Taking your example of expand/collapse, when you implement it, it's more complex than it appears when watching a Youtube video: you now have to handle three states: a collapsed state on small screens, an expanded state on small screens, and big screens, which don't have expand/collapse. This imposes more work on the designer to design for these states and make sure they're all usable and look good, perhaps with animated transitions between them. On the engineers, who have to deal with multiple code paths and edge cases. On QA, to spend more time trying to test more scenarios on different devices. Everything sounds simple till you code it up :)
Now, if you could eliminate this complexity by not having to collapse the control in the first place, that would be simpler. Maybe there's enough space on the 4.7-inch screen for that.
UIs scale up better than down.

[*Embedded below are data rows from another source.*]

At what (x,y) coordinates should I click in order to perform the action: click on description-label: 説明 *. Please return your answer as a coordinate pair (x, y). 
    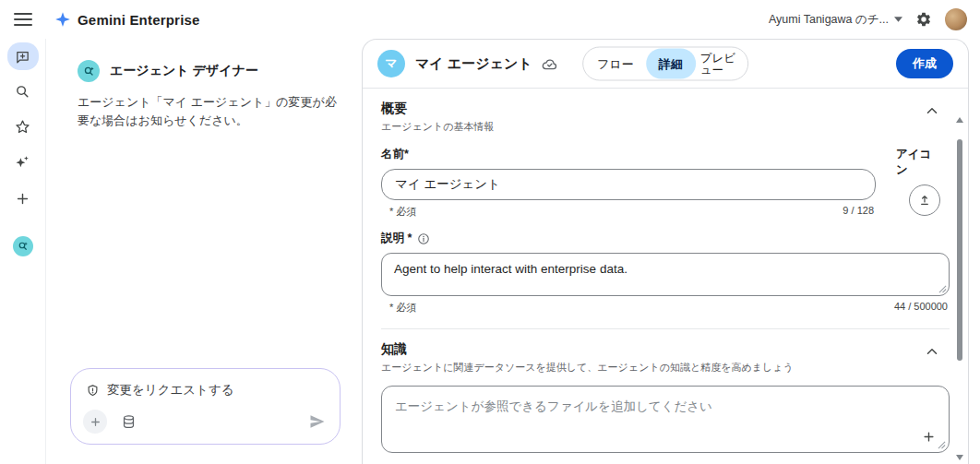
    Looking at the image, I should click on (397, 238).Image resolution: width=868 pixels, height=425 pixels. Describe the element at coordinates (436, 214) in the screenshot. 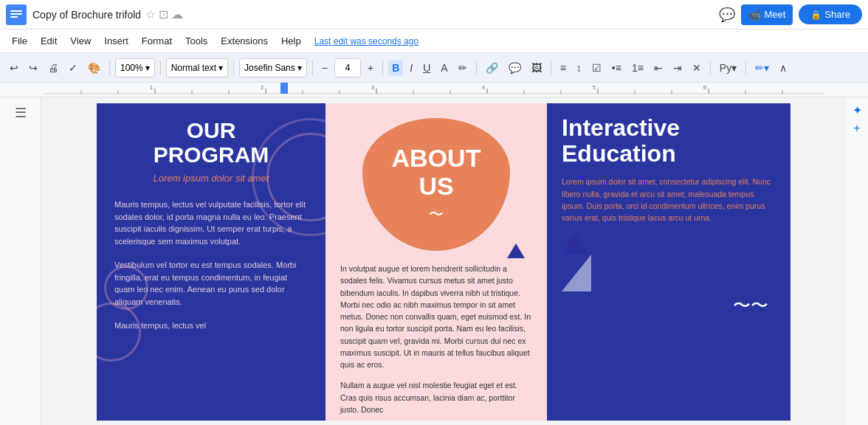

I see `panel2-wave: 〜` at that location.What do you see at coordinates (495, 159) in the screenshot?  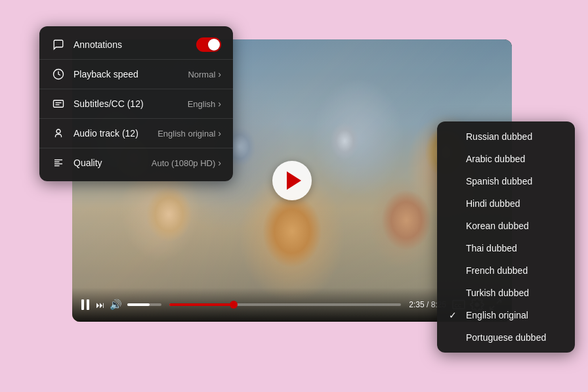 I see `audio-option-label-arabic: Arabic dubbed` at bounding box center [495, 159].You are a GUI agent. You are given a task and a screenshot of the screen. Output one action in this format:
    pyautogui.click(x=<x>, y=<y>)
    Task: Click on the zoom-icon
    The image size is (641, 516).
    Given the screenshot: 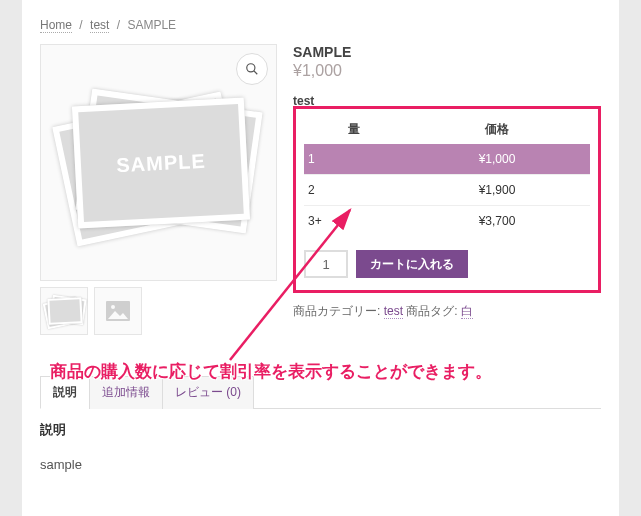 What is the action you would take?
    pyautogui.click(x=252, y=69)
    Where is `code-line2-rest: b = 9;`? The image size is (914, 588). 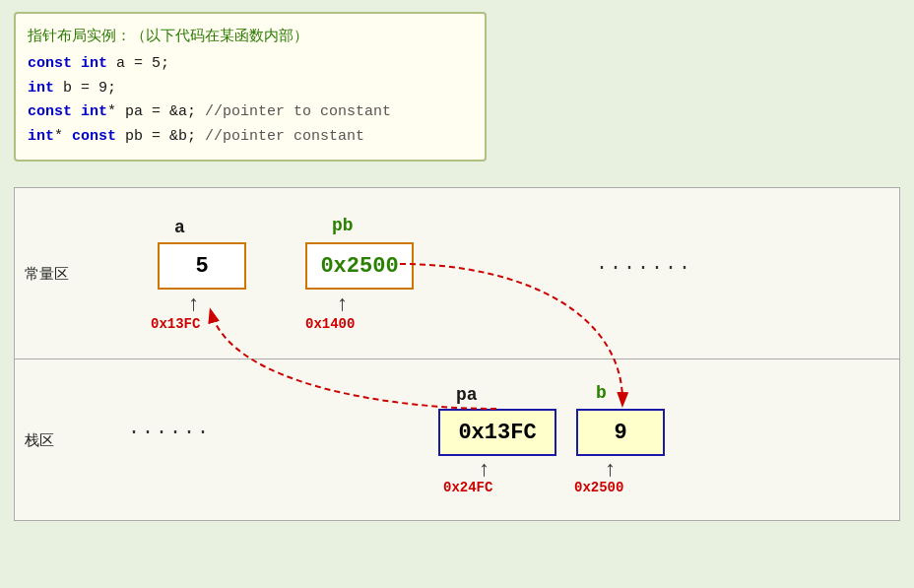 code-line2-rest: b = 9; is located at coordinates (85, 89). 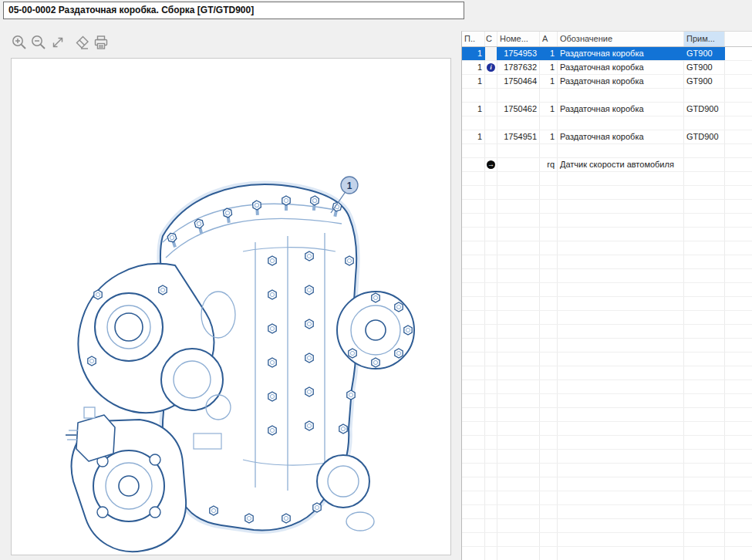 What do you see at coordinates (705, 39) in the screenshot?
I see `column-header-note: Прим...` at bounding box center [705, 39].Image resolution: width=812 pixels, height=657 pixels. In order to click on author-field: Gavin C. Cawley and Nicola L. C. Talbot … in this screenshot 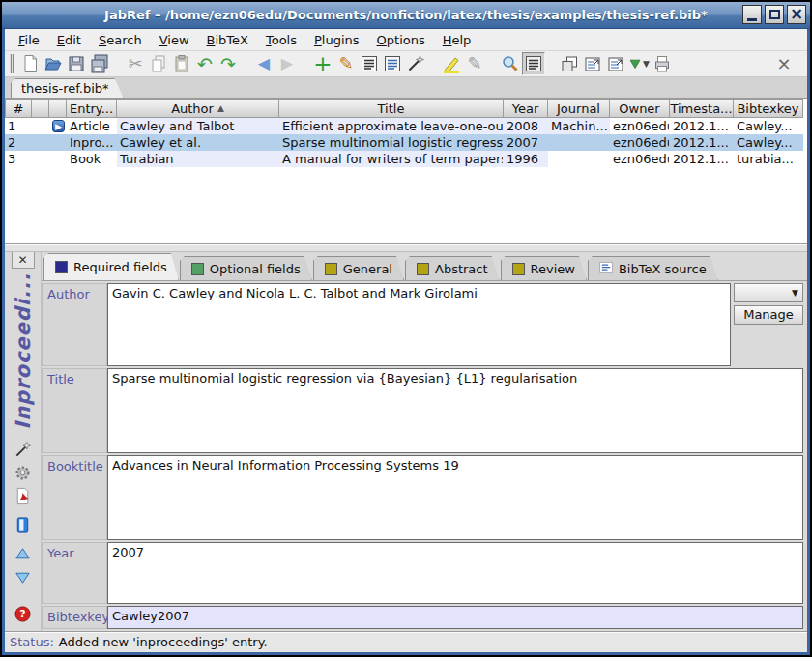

I prefer to do UI design for the smallest supported screen size. If we choose to support 4-inch screens, we may have to choose a UI design that's not optimal for 4.7-inch and bigger screens, which the majority of our users actually use. Whereas if 4.7 was the baseline, we may be able to come up with a better design for most of our users.
All these problems are, of course, solvable, but if they take X amount of time to solve, is there something more beneficial you can do in that time?